Page 4000 - Week 13 - Wednesday, 30 October 2013

Next page . . . . Previous page . . . . Speeches . . . . Contents . . . . Debates(HTML) . . . . PDF . . . . Video


As an employer of 22,000 people—some jobs are quite sedentary and others are very active—I think the ACT government should be leading the way. I would have to say there is a small part of me that thought this initiative of government would get bipartisan and tripartisan support. I know I have got the support of the Greens, but I am not hearing anything from the Liberals, other than, I guess, concern at the edges about some forced boot camp, which is not what this is about. This is actually about leading the way, setting a good example and encouraging best practice amongst our staff—not just in work practice but in the way that they live and enjoy their lives.

MADAM SPEAKER: A supplementary question, Mr Smyth.

MR SMYTH: Chief Minister, will you be referring this plan to the ACT Human Rights Commission to ensure that this policy does not discriminate against Canberrans?

MS GALLAGHER: It does not discriminate against Canberrans.
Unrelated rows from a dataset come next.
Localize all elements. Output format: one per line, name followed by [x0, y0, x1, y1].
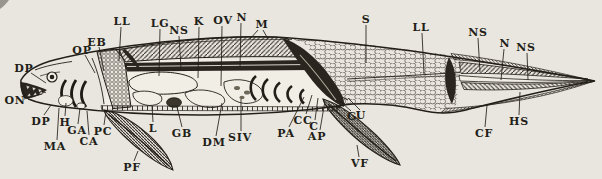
label-cf-34: CF [475, 127, 493, 140]
label-k-3: K [194, 15, 204, 28]
label-eb-16: EB [87, 36, 106, 49]
fish-anatomy-diagram: LLLGNSKOVNMSLLNSNNSDPONDPOPEBMAHGACAPCLG… [0, 0, 602, 179]
air-bladder-organ [129, 72, 197, 94]
label-ma-17: MA [44, 140, 66, 153]
label-ov-4: OV [213, 14, 233, 27]
label-dm-24: DM [202, 136, 225, 149]
label-m-6: M [256, 18, 269, 31]
leader-line-dp-14 [44, 105, 51, 115]
label-ap-30: AP [307, 130, 326, 143]
label-pa-27: PA [277, 127, 295, 140]
label-s-7: S [362, 13, 371, 26]
paper-corner-smudge [0, 0, 9, 9]
label-pc-21: PC [94, 125, 113, 138]
label-gb-23: GB [172, 127, 192, 140]
label-dp-14: DP [31, 115, 50, 128]
leader-line-pf-26 [134, 151, 138, 161]
label-lg-1: LG [151, 17, 170, 30]
label-hs-35: HS [509, 115, 529, 128]
label-on-13: ON [4, 94, 25, 107]
label-ll-0: LL [113, 15, 130, 28]
label-ns-2: NS [169, 24, 189, 37]
label-n-10: N [500, 37, 511, 50]
label-dp-12: DP [14, 62, 33, 75]
leader-line-ga-19 [78, 108, 80, 124]
label-siv-25: SIV [228, 131, 252, 144]
leader-line-cf-34 [485, 105, 487, 127]
label-pf-26: PF [123, 161, 141, 174]
label-ns-9: NS [468, 26, 488, 39]
label-n-5: N [237, 11, 248, 24]
label-ns-11: NS [516, 41, 536, 54]
label-u-32: U [356, 109, 366, 122]
label-ll-8: LL [412, 21, 429, 34]
label-vf-33: VF [350, 157, 369, 170]
leader-line-vf-33 [357, 145, 359, 157]
leader-line-ca-20 [87, 111, 89, 135]
figure-canvas: LLLGNSKOVNMSLLNSNNSDPONDPOPEBMAHGACAPCLG… [0, 0, 602, 179]
label-l-22: L [149, 122, 158, 135]
eye [47, 72, 57, 82]
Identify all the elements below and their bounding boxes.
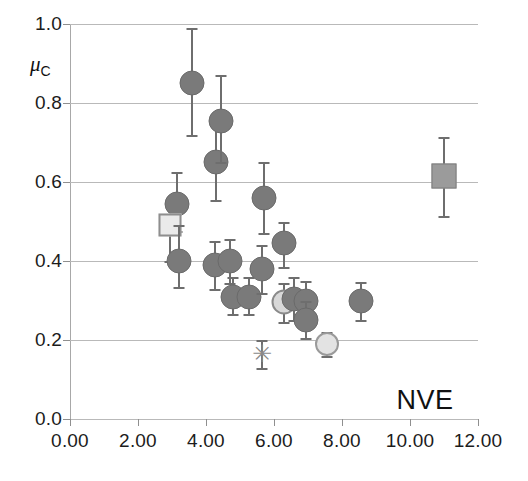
corner-label: NVE (396, 385, 453, 416)
error-bar-cap-bottom (209, 289, 220, 291)
error-bar-cap-bottom (355, 320, 366, 322)
x-tick-label: 12.00 (454, 430, 503, 452)
x-tick-mark (342, 419, 343, 426)
marker-circle-dark (180, 71, 205, 96)
error-bar-cap-top (289, 277, 300, 279)
error-bar-cap-top (224, 239, 235, 241)
x-tick-mark (70, 419, 71, 426)
y-tick-mark (63, 261, 70, 262)
marker-circle-dark (209, 108, 234, 133)
marker-circle-dark (250, 256, 275, 281)
x-tick-label: 10.00 (386, 430, 435, 452)
x-tick-label: 4.00 (187, 430, 225, 452)
error-bar-cap-top (279, 222, 290, 224)
error-bar-cap-bottom (301, 338, 312, 340)
marker-circle-dark (236, 284, 261, 309)
y-tick-label: 0.0 (14, 408, 62, 430)
error-bar-cap-top (301, 281, 312, 283)
x-tick-mark (138, 419, 139, 426)
error-bar-cap-top (172, 172, 183, 174)
x-tick-label: 8.00 (323, 430, 361, 452)
error-bar-cap-bottom (279, 322, 290, 324)
x-tick-label: 2.00 (119, 430, 157, 452)
marker-circle-dark (294, 308, 319, 333)
error-bar-cap-bottom (173, 287, 184, 289)
error-bar-cap-bottom (258, 233, 269, 235)
y-tick-label: 0.6 (14, 171, 62, 193)
error-bar-cap-bottom (216, 162, 227, 164)
x-tick-mark (274, 419, 275, 426)
y-axis-label: μC (30, 52, 51, 79)
error-bar-cap-bottom (228, 314, 239, 316)
y-tick-mark (63, 103, 70, 104)
x-tick-mark (206, 419, 207, 426)
marker-circle-dark (272, 231, 297, 256)
x-tick-label: 6.00 (255, 430, 293, 452)
marker-star: ✳ (251, 343, 273, 365)
y-tick-mark (63, 419, 70, 420)
error-bar-cap-bottom (243, 314, 254, 316)
error-bar-cap-bottom (257, 293, 268, 295)
y-tick-label: 0.2 (14, 329, 62, 351)
x-tick-mark (410, 419, 411, 426)
marker-circle-dark (165, 191, 190, 216)
error-bar-cap-bottom (257, 368, 268, 370)
scatter-chart: μC 0.00.20.40.60.81.0 0.002.004.006.008.… (0, 0, 528, 481)
error-bar-cap-top (355, 282, 366, 284)
x-tick-label: 0.00 (51, 430, 89, 452)
y-tick-mark (63, 182, 70, 183)
y-axis-label-subscript: C (41, 63, 51, 79)
error-bar-cap-bottom (321, 356, 332, 358)
y-tick-label: 1.0 (14, 13, 62, 35)
marker-circle-dark (217, 249, 242, 274)
error-bar-cap-top (228, 277, 239, 279)
marker-circle-dark (251, 185, 276, 210)
marker-circle-dark (166, 249, 191, 274)
error-bar-cap-bottom (439, 216, 450, 218)
y-tick-label: 0.8 (14, 92, 62, 114)
x-tick-mark (478, 419, 479, 426)
plot-area: ✳ (70, 24, 478, 419)
marker-circle-light (315, 332, 339, 356)
error-bar-cap-top (439, 137, 450, 139)
marker-square-dark (432, 164, 457, 189)
y-tick-mark (63, 24, 70, 25)
error-bar-cap-top (216, 75, 227, 77)
error-bar-cap-bottom (211, 200, 222, 202)
y-tick-label: 0.4 (14, 250, 62, 272)
marker-circle-dark (348, 289, 373, 314)
error-bar-cap-top (209, 241, 220, 243)
y-axis-label-symbol: μ (30, 52, 41, 76)
error-bar-cap-top (257, 245, 268, 247)
error-bar-cap-bottom (279, 267, 290, 269)
error-bar-cap-top (173, 225, 184, 227)
error-bar-cap-top (301, 301, 312, 303)
error-bar-cap-bottom (187, 135, 198, 137)
corner-artifact (0, 0, 10, 5)
error-bar-cap-top (258, 162, 269, 164)
error-bar-cap-top (187, 28, 198, 30)
y-tick-mark (63, 340, 70, 341)
error-bar-cap-top (279, 283, 290, 285)
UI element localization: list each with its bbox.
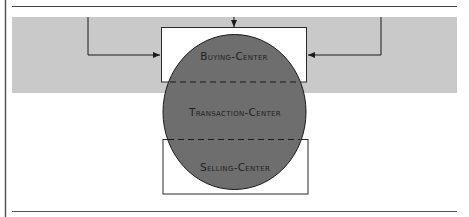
- buying-selling-center-diagram: Buying-Center Transaction-Center Selling…: [0, 0, 469, 217]
- label-buying-center: Buying-Center: [200, 50, 268, 62]
- label-transaction-center: Transaction-Center: [188, 106, 281, 118]
- label-selling-center: Selling-Center: [200, 161, 270, 173]
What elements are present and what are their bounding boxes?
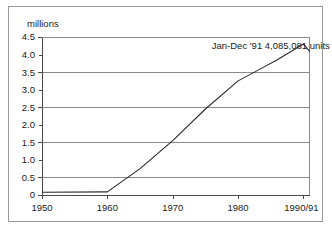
y-tick-label: 4.0 — [22, 49, 35, 60]
y-axis-label: millions — [27, 18, 59, 29]
annotations-group: Jan-Dec '91 4,085,081 units — [212, 40, 330, 51]
x-tick-label: 1980 — [228, 202, 249, 213]
y-tick-label: 1.0 — [22, 154, 35, 165]
y-tick-label: 1.5 — [22, 137, 35, 148]
x-tick-label: 1970 — [162, 202, 183, 213]
y-axis-ticks-group — [38, 38, 42, 196]
chart-figure: 4.54.03.53.02.52.01.51.00.50 19501960197… — [0, 0, 332, 229]
x-tick-labels-group: 19501960197019801990/91 — [31, 202, 318, 213]
y-tick-label: 2.5 — [22, 102, 35, 113]
x-tick-label: 1960 — [97, 202, 118, 213]
gridlines-group — [42, 73, 310, 178]
data-series-line — [42, 44, 310, 192]
x-tick-label: 1990/91 — [284, 202, 318, 213]
y-tick-label: 3.0 — [22, 84, 35, 95]
y-tick-label: 2.0 — [22, 119, 35, 130]
line-chart: 4.54.03.53.02.52.01.51.00.50 19501960197… — [0, 0, 332, 229]
y-tick-label: 0 — [30, 189, 35, 200]
y-tick-label: 3.5 — [22, 67, 35, 78]
y-tick-labels-group: 4.54.03.53.02.52.01.51.00.50 — [22, 31, 35, 200]
y-tick-label: 0.5 — [22, 172, 35, 183]
x-tick-label: 1950 — [31, 202, 52, 213]
chart-annotation: Jan-Dec '91 4,085,081 units — [212, 40, 330, 51]
y-tick-label: 4.5 — [22, 31, 35, 42]
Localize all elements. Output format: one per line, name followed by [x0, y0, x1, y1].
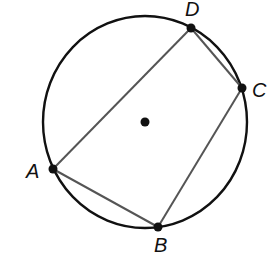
- label-b: B: [154, 234, 167, 256]
- point-d: [187, 24, 196, 33]
- label-d: D: [185, 0, 199, 20]
- segment-cd: [191, 28, 242, 88]
- inscribed-quadrilateral-diagram: A B C D: [0, 0, 280, 261]
- segment-ab: [53, 169, 158, 227]
- point-a: [49, 165, 58, 174]
- point-b: [154, 223, 163, 232]
- label-c: C: [252, 79, 267, 101]
- segment-bc: [158, 88, 242, 227]
- center-point: [141, 118, 150, 127]
- quadrilateral: [53, 28, 242, 227]
- label-a: A: [25, 160, 39, 182]
- segment-da: [53, 28, 191, 169]
- point-c: [238, 84, 247, 93]
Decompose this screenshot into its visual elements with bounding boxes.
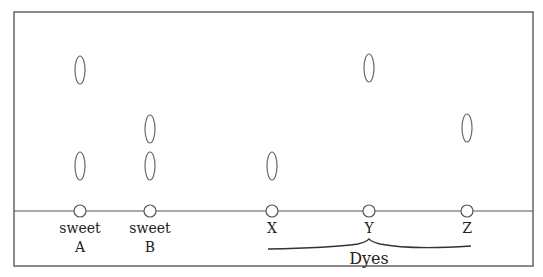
origin-point xyxy=(74,205,86,217)
lane-dye-x: X xyxy=(266,152,278,236)
spot xyxy=(145,152,155,180)
spot xyxy=(75,152,85,180)
lane-label: Y xyxy=(363,220,374,236)
spot xyxy=(364,54,374,82)
lane-label: Z xyxy=(462,220,472,236)
lane-sweet-a: sweetA xyxy=(59,56,101,255)
origin-point xyxy=(363,205,375,217)
dyes-label: Dyes xyxy=(349,249,389,268)
origin-point xyxy=(266,205,278,217)
spot xyxy=(75,56,85,84)
lane-sublabel: A xyxy=(74,239,86,255)
origin-point xyxy=(461,205,473,217)
lane-label: sweet xyxy=(59,220,101,236)
lane-label: X xyxy=(267,220,277,236)
spot xyxy=(145,115,155,143)
spot xyxy=(267,152,277,180)
lane-sweet-b: sweetB xyxy=(129,115,171,255)
lane-label: sweet xyxy=(129,220,171,236)
spot xyxy=(462,114,472,142)
dyes-brace xyxy=(268,239,471,249)
lane-sublabel: B xyxy=(145,239,155,255)
chromatogram-diagram: sweetAsweetBXYZ Dyes xyxy=(0,0,543,277)
origin-point xyxy=(144,205,156,217)
lane-dye-z: Z xyxy=(461,114,473,236)
lane-dye-y: Y xyxy=(363,54,375,236)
It is always the easy way out of tough discussions like this. The minute you start to respond and say there is a problem with—

Opposition members interjecting—

MS GALLAGHER: I have not heard one positive response to this from the Liberal Party since it was released, and now you try to summarise it by saying that it is a discriminatory document. It is not. It is an aspirational document of a community we would like to see. The reality is that we have 65 per cent of our adult population who are overweight or obese, and that has significant consequences not only on individuals’ health but on the health of the entire community, particularly in relation to how we meet the health challenges associated with that.

As I said, there are links to chronic disease, diabetes, and the elective surgery program, for example, with a lot of knees and hips replaced because of people’s weight. All of this contributes to all of us; it is a shared community responsibility and it is one that we have to take seriously, or the Chief Minister in this place in 20 years will be explaining why 55, 60 or 70 per cent of all ACT revenue is being funnelled into the health system to deal with the crisis that this creates. I am not exaggerating here; that is exactly what will happen.

We have just spent a million dollars to establish a public obesity program in this jurisdiction. That is what we have had to do in this budget, and we will continue to have to grow that budget to allow it to deal with what we are seeing in the hospital. We have to change it, and the best place to change it is at work, where we have employees for 40 hours a week, and with our kids. And that is what the healthy weight initiative targets.

Economy—exports

MS BERRY: My question is to the Minister for Economic Development. Can the minister advise what broad policies the government has to promote trade development and innovation amongst ACT businesses.